In a broadly sympathetic profile in The New Yorker of the bro podcasters who dominate the manosphere, young men are presented as being forced by censorious liberals and hectoring feminists into the sculpted arms of Joe Rogan and Hasan Piker. Here, they can finally be among like-minded people — “the contemporary don’t-tread-on-me type who demands both the freedom to have gay friends and the freedom to use ‘gay’ as an insult,” writes Andrew Marantz, as well as the resurrected epithets “retarded” and “pussy.” Or as Piker half-jokingly says, “We’re just here to have fun. And also reach out to the young men out there who are lost — who feel anchorless, rudderless — by lifting some heavy weights.” A producer for Piker’s show, which is politically on the left, says the audience is 60 percent men, on the low side for such fare; the demographic tilt is usually 80 or 85 percent male.

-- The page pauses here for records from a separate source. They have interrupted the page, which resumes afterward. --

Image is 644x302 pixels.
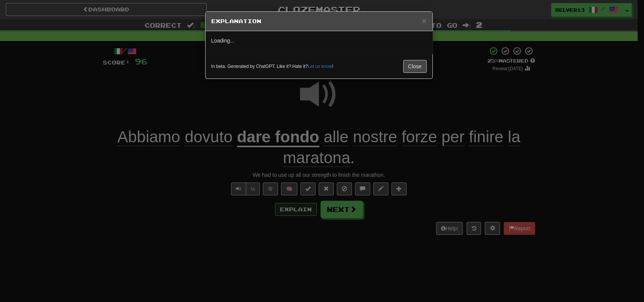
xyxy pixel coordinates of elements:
[211,17,426,25] h5: Explanation
[211,63,333,70] small: In beta. Generated by ChatGPT. Like it? Hate it? !
[422,17,426,24] button: Close
[211,37,426,45] p: Loading...
[422,16,426,25] span: ×
[403,60,426,73] button: Close
[308,64,332,69] a: Let us know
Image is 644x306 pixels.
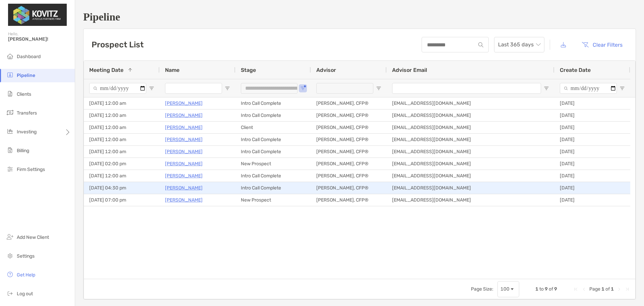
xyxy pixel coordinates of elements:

The new predominantly male space is nowhere more evident than in Trump’s Washington, where his administration is dismantling DEI programs that have allegedly recruited and promoted inferior women (among other historically oppressed people) at the cost of government aptitude and military lethality. The instantly infamous Signal group chat is a window into an executive branch proudly leeched of womanly influence, with the exception of an unidentified female intelligence officer, the practically silent DNI head Tulsi Gabbard, and chief of staff Susie Wiles, who cheers from the sidelines like a soccer mom as the boys bomb Yemen. Mostly, it’s all men all the time, trading fist-bump and fire emoji, talking shit about those “PATHETIC” European freeloaders, and disagreeing with each other in a cagey “my good sir” tone.

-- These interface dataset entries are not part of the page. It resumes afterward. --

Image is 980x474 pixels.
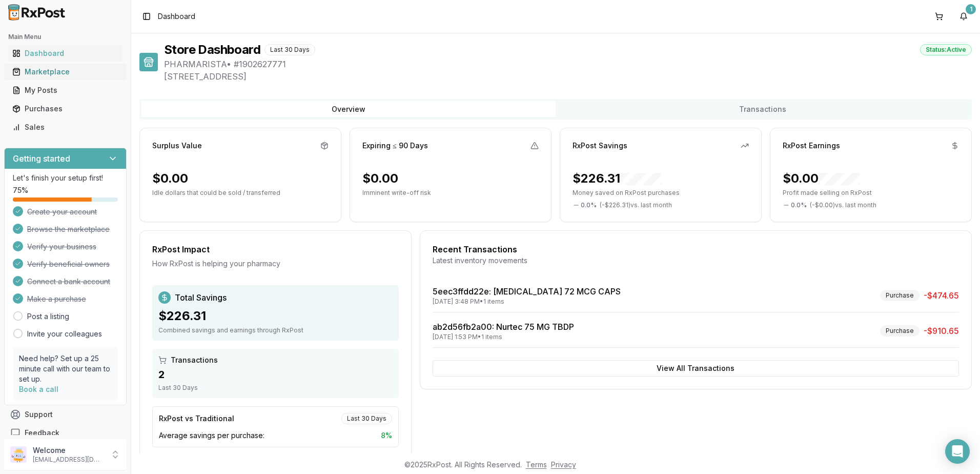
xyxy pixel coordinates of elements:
a: Privacy [551,460,576,469]
button: View All Transactions [433,360,959,376]
span: Feedback [25,428,59,438]
div: $0.00 [152,171,188,186]
span: 0.0 % [581,201,597,210]
a: Sales [8,118,123,137]
button: Marketplace [4,64,126,80]
div: Last 30 Days [158,384,393,392]
span: 75 % [13,185,28,195]
span: Connect a bank account [27,276,110,287]
div: $0.00 [363,171,398,186]
div: Expiring ≤ 90 Days [363,140,428,151]
a: Dashboard [8,44,123,63]
div: [DATE] 1:53 PM • 1 items [433,333,574,341]
span: Make a purchase [27,294,86,304]
div: RxPost Savings [573,140,628,151]
span: Total Savings [175,291,227,303]
div: RxPost vs Traditional [159,413,234,423]
span: -$910.65 [924,324,959,337]
a: 5eec3ffdd22e: [MEDICAL_DATA] 72 MCG CAPS [433,286,620,296]
div: My Posts [12,85,118,95]
a: Purchases [8,100,123,118]
div: Latest inventory movements [433,255,959,266]
p: Let's finish your setup first! [13,173,118,183]
span: 8 % [381,430,392,441]
a: Post a listing [27,311,69,322]
a: My Posts [8,81,123,100]
p: Welcome [32,445,104,455]
div: 2 [158,367,393,382]
div: Purchase [880,325,919,337]
div: $0.00 [783,171,859,186]
a: Terms [526,460,547,469]
span: ( - $0.00 ) vs. last month [810,201,876,210]
span: Browse the marketplace [27,224,110,234]
div: Last 30 Days [342,413,392,424]
div: Open Intercom Messenger [945,439,970,464]
a: Marketplace [8,63,123,81]
div: How RxPost is helping your pharmacy [152,259,399,269]
button: Dashboard [4,45,126,61]
span: ( - $226.31 ) vs. last month [599,201,672,210]
p: Need help? Set up a 25 minute call with our team to set up. [19,353,112,384]
button: Feedback [4,423,126,442]
span: Average savings per purchase: [159,430,264,441]
button: Support [4,405,126,423]
div: Status: Active [920,44,971,56]
div: Marketplace [12,66,118,77]
button: Transactions [555,101,970,118]
span: [STREET_ADDRESS] [164,70,971,82]
p: Money saved on RxPost purchases [573,189,749,197]
div: RxPost Earnings [783,140,840,151]
button: Overview [142,101,555,118]
div: Purchases [12,103,118,114]
a: Book a call [19,384,58,393]
span: 0.0 % [791,201,807,210]
p: [EMAIL_ADDRESS][DOMAIN_NAME] [32,455,104,464]
div: $226.31 [573,171,661,186]
div: Sales [12,122,118,132]
h3: Getting started [13,152,70,165]
div: [DATE] 3:48 PM • 1 items [433,298,620,306]
span: Create your account [27,207,97,217]
button: My Posts [4,82,126,98]
h1: Store Dashboard [164,41,260,58]
div: Surplus Value [152,140,202,151]
nav: breadcrumb [158,12,195,22]
div: Recent Transactions [433,243,959,255]
div: Dashboard [12,48,118,59]
button: 1 [955,8,971,25]
div: 1 [966,4,976,14]
div: $226.31 [158,308,393,324]
a: ab2d56fb2a00: Nurtec 75 MG TBDP [433,322,574,332]
button: Purchases [4,100,126,117]
div: RxPost Impact [152,243,399,255]
p: Idle dollars that could be sold / transferred [152,189,329,197]
img: User avatar [10,446,27,462]
span: PHARMARISTA • # 1902627771 [164,58,971,70]
span: Verify beneficial owners [27,259,110,270]
p: Profit made selling on RxPost [783,189,959,197]
span: Transactions [170,355,218,365]
button: Sales [4,119,126,135]
a: Invite your colleagues [27,329,102,339]
span: Verify your business [27,241,96,251]
div: Last 30 Days [264,44,315,56]
p: Imminent write-off risk [363,189,539,197]
img: RxPost Logo [4,4,70,20]
h2: Main Menu [8,33,123,41]
div: Purchase [880,290,919,301]
span: Dashboard [158,12,195,22]
div: Combined savings and earnings through RxPost [158,326,393,335]
span: -$474.65 [924,289,959,301]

I don’t mean to suggest the American war machine would be any less destructive if a few more women had been included in the “Houthi PC small group.” Nor am I trying to censor what young men think or say — as a child of the 1990s, I can assure you that my pals and I used the P-word and the R-word and the G-word (pejorative) more times than Hasan Piker’s posse ever has, and we did it way before those words accrued the rather ridiculous transgressive power they have today. But later we stopped using those words, not because we were forced to by our liberal overlords in the media and the university, or even merely because of shifting cultural norms, but because we grew up. And I would posit that a crucial component of that process was opening ourselves up to women — to their criticisms, their eye-rolling, their pity for our benighted, immature souls. It is so obvious that it shouldn’t bear stating, but maybe these days it does: Self-discovery won’t come from doing handstands on a barbell or masking your mouth with hostage tape before bedtime or receiving constant affirmation of your dumbest prejudices from your favorite parasocial podcasters, but from submitting your intimate self to the terrifying scrutiny of someone other — who, for straight men anyway, is more likely than not going to be a woman.

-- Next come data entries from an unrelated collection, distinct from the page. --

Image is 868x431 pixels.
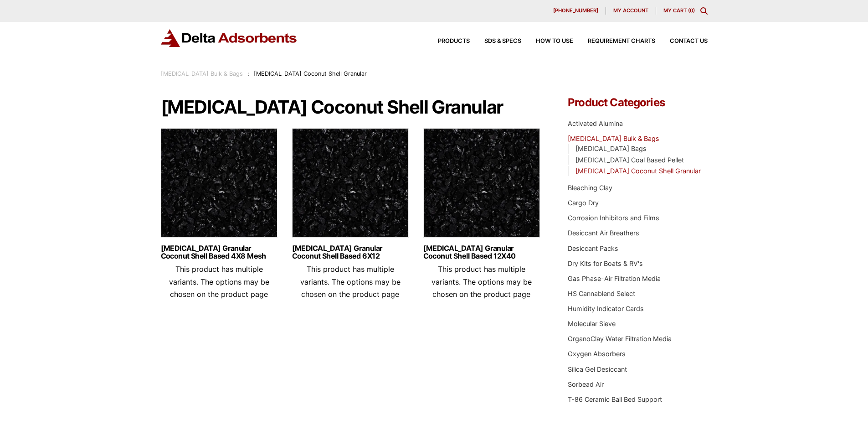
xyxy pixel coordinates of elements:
[568,97,708,108] h4: Product Categories
[614,8,649,13] span: My account
[568,366,627,373] a: Silica Gel Desiccant
[690,8,693,14] span: 0
[292,245,409,260] a: [MEDICAL_DATA] Granular Coconut Shell Based 6X12
[568,229,639,237] a: Desiccant Air Breathers
[568,335,672,343] a: OrganoClay Water Filtration Media
[161,128,278,242] img: Activated Carbon Mesh Granular
[568,305,644,312] a: Humidity Indicator Cards
[568,381,604,388] a: Sorbead Air
[568,274,661,283] a: Gas Phase-Air Filtration Media
[664,8,695,14] a: My Cart (0)
[588,38,655,44] span: Requirement Charts
[701,8,708,14] div: Toggle Modal Content
[254,70,367,77] span: [MEDICAL_DATA] Coconut Shell Granular
[161,97,541,117] h1: [MEDICAL_DATA] Coconut Shell Granular
[301,265,401,299] span: This product has multiple variants. The options may be chosen on the product page
[568,245,619,252] a: Desiccant Packs
[161,245,278,260] a: [MEDICAL_DATA] Granular Coconut Shell Based 4X8 Mesh
[573,38,655,44] a: Requirement Charts
[424,38,470,44] a: Products
[546,8,606,14] a: [PHONE_NUMBER]
[438,38,470,44] span: Products
[568,199,599,207] a: Cargo Dry
[568,184,613,192] a: Bleaching Clay
[568,290,636,297] a: HS Cannablend Select
[424,245,540,260] a: [MEDICAL_DATA] Granular Coconut Shell Based 12X40
[554,8,598,13] span: [PHONE_NUMBER]
[568,320,616,328] a: Molecular Sieve
[424,128,540,242] img: Activated Carbon Mesh Granular
[536,38,573,44] span: How to Use
[568,395,662,404] a: T-86 Ceramic Ball Bed Support
[568,119,623,127] a: Activated Alumina
[431,265,532,299] span: This product has multiple variants. The options may be chosen on the product page
[522,38,573,44] a: How to Use
[568,350,626,358] a: Oxygen Absorbers
[576,144,647,152] a: [MEDICAL_DATA] Bags
[169,265,270,299] span: This product has multiple variants. The options may be chosen on the product page
[576,156,684,163] a: [MEDICAL_DATA] Coal Based Pellet
[292,128,409,242] img: Activated Carbon Mesh Granular
[670,38,708,44] span: Contact Us
[248,70,249,77] span: :
[470,38,522,44] a: SDS & SPECS
[568,260,643,268] a: Dry Kits for Boats & RV's
[655,38,708,44] a: Contact Us
[161,70,243,77] a: [MEDICAL_DATA] Bulk & Bags
[161,29,298,47] img: Delta Adsorbents
[568,214,660,222] a: Corrosion Inhibitors and Films
[568,135,660,142] a: [MEDICAL_DATA] Bulk & Bags
[576,167,701,175] a: [MEDICAL_DATA] Coconut Shell Granular
[485,38,522,44] span: SDS & SPECS
[606,8,656,14] a: My account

That a woman’s perspective might be salutary dawns on Saxon only later in the show, when he develops a crush on a fellow guest, the bright-eyed Chelsea, who sees through him, predicting that in 30 years he will be another rich old man descending on Thailand to hunt for lissome young females. But The White Lotus suggests that this is not the true logical end point for those who live in the manosphere and abide by its diminishment of women, an ethos that brings the contemporary heterosexual man to some pretty interesting existential places. During the fateful threesome, the woman involved with the two brothers is a blur, as hazy as a long-forgotten memory. What is clear is the hand working at Saxon’s crotch and the confused expression on his face — the moment when all this virtual jerking off becomes literal and the dream indistinguishable from the nightmare.